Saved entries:
•••••
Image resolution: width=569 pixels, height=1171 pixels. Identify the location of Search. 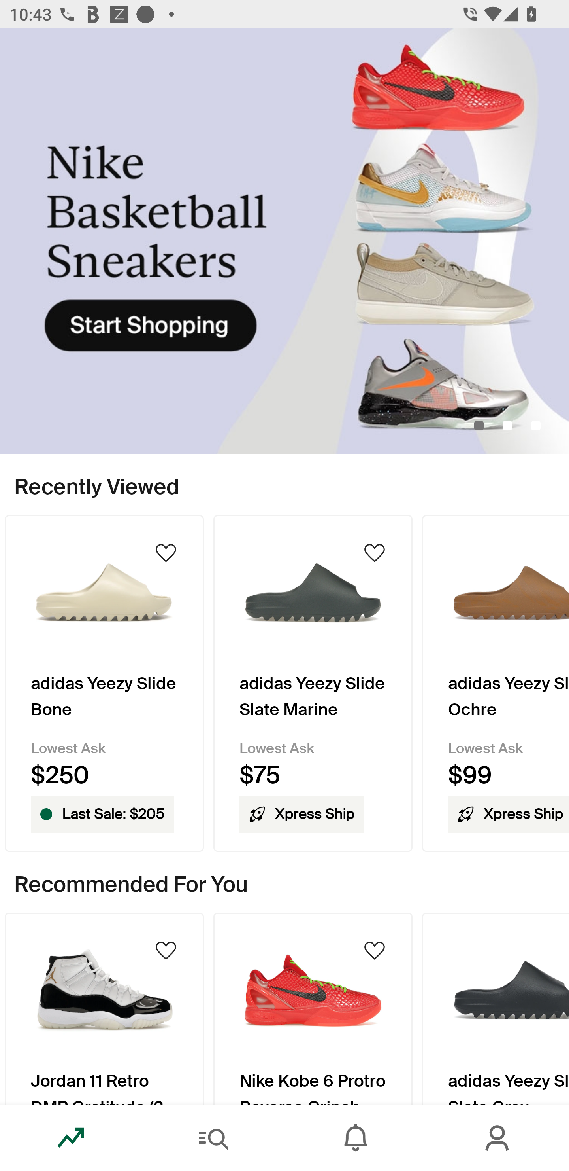
(214, 1137).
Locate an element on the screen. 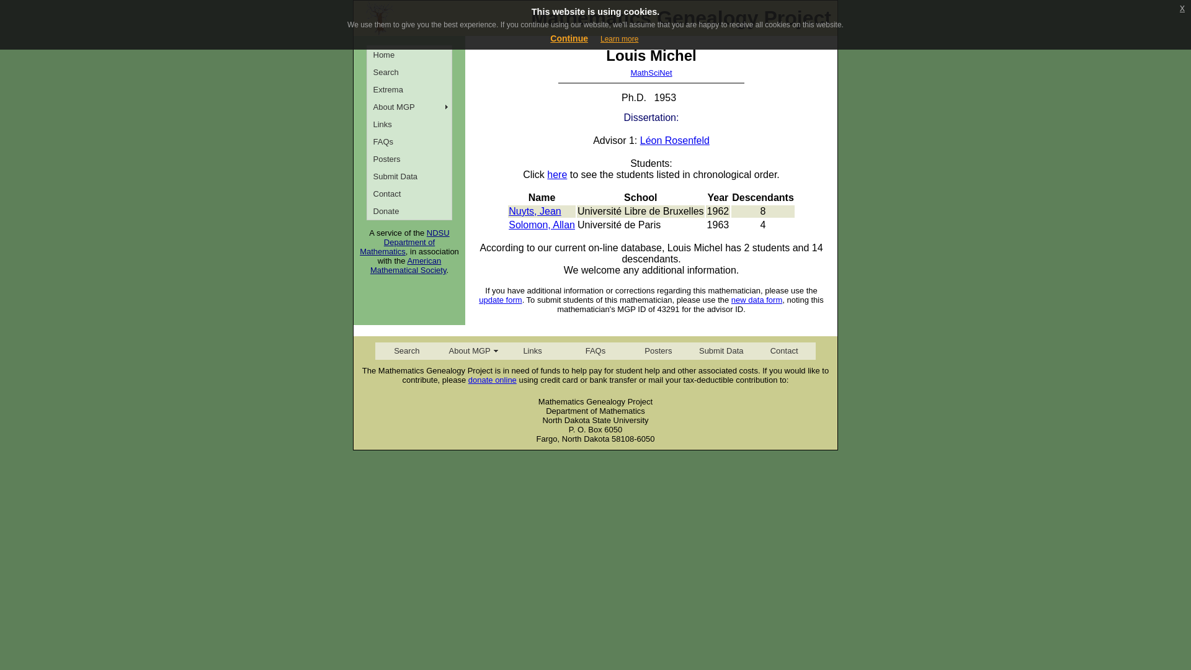 This screenshot has width=1191, height=670. FAQs is located at coordinates (409, 141).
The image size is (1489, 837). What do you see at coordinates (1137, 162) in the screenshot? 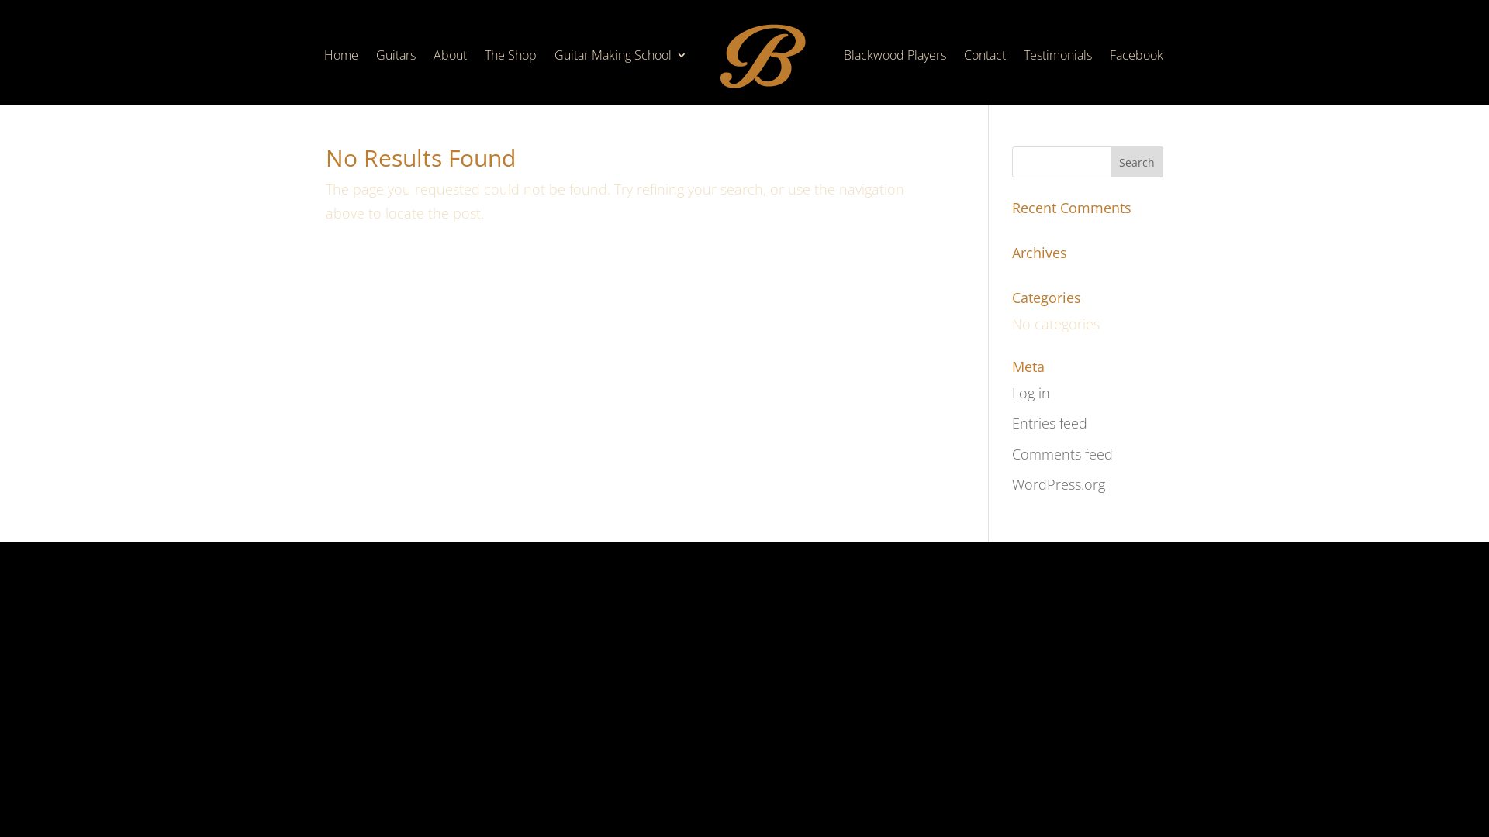
I see `Search` at bounding box center [1137, 162].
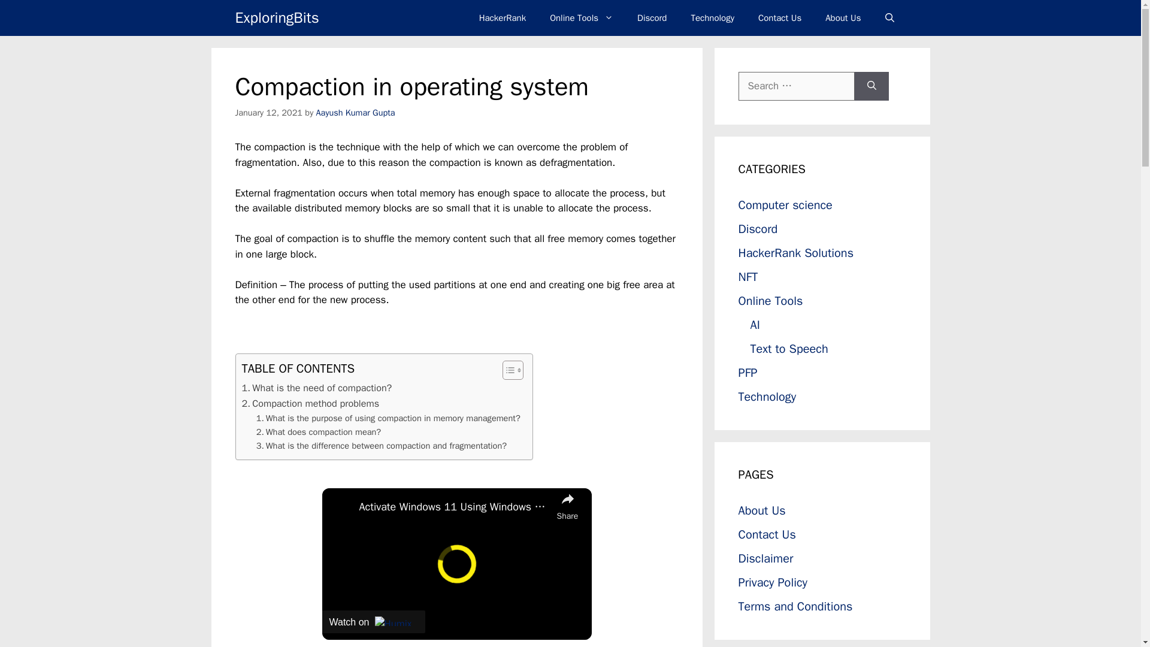 This screenshot has width=1150, height=647. What do you see at coordinates (276, 18) in the screenshot?
I see `ExploringBits` at bounding box center [276, 18].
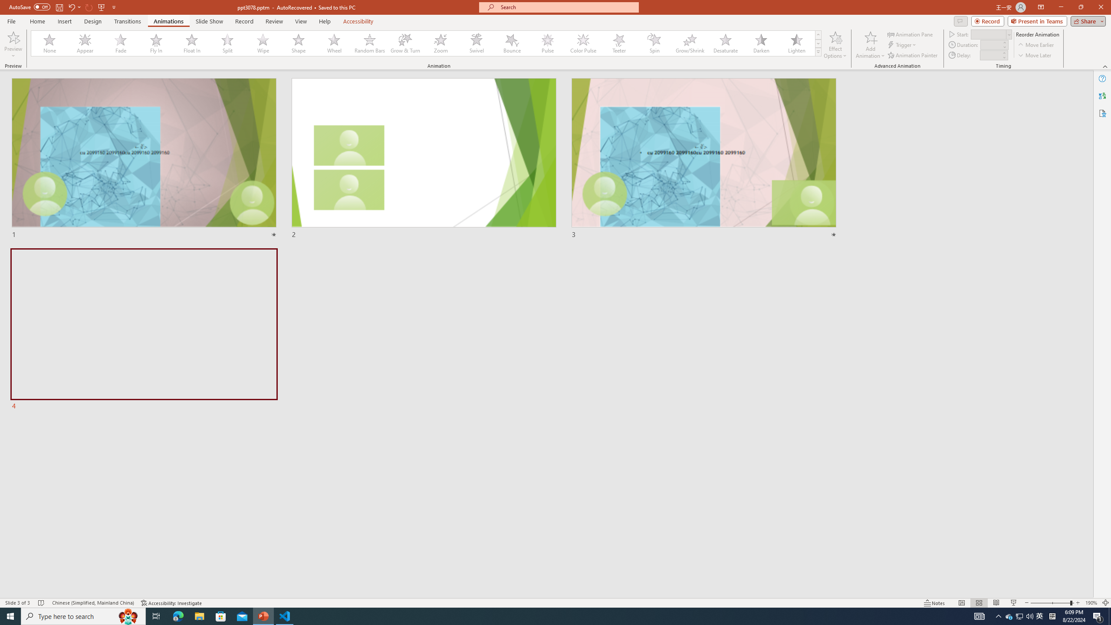 The image size is (1111, 625). What do you see at coordinates (990, 55) in the screenshot?
I see `Animation Delay` at bounding box center [990, 55].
•••••
(Exercise prompt): Return verbatim every line from the line containing "The image size is (1489, 837)." to the last line of the entries above, inclusive, and leave out the pictures.

(Task output):
The image size is (1489, 837). What do you see at coordinates (1137, 162) in the screenshot? 
I see `Search` at bounding box center [1137, 162].
 This screenshot has width=1150, height=647. What do you see at coordinates (276, 18) in the screenshot?
I see `ExploringBits` at bounding box center [276, 18].
 The image size is (1111, 625). What do you see at coordinates (990, 55) in the screenshot?
I see `Animation Delay` at bounding box center [990, 55].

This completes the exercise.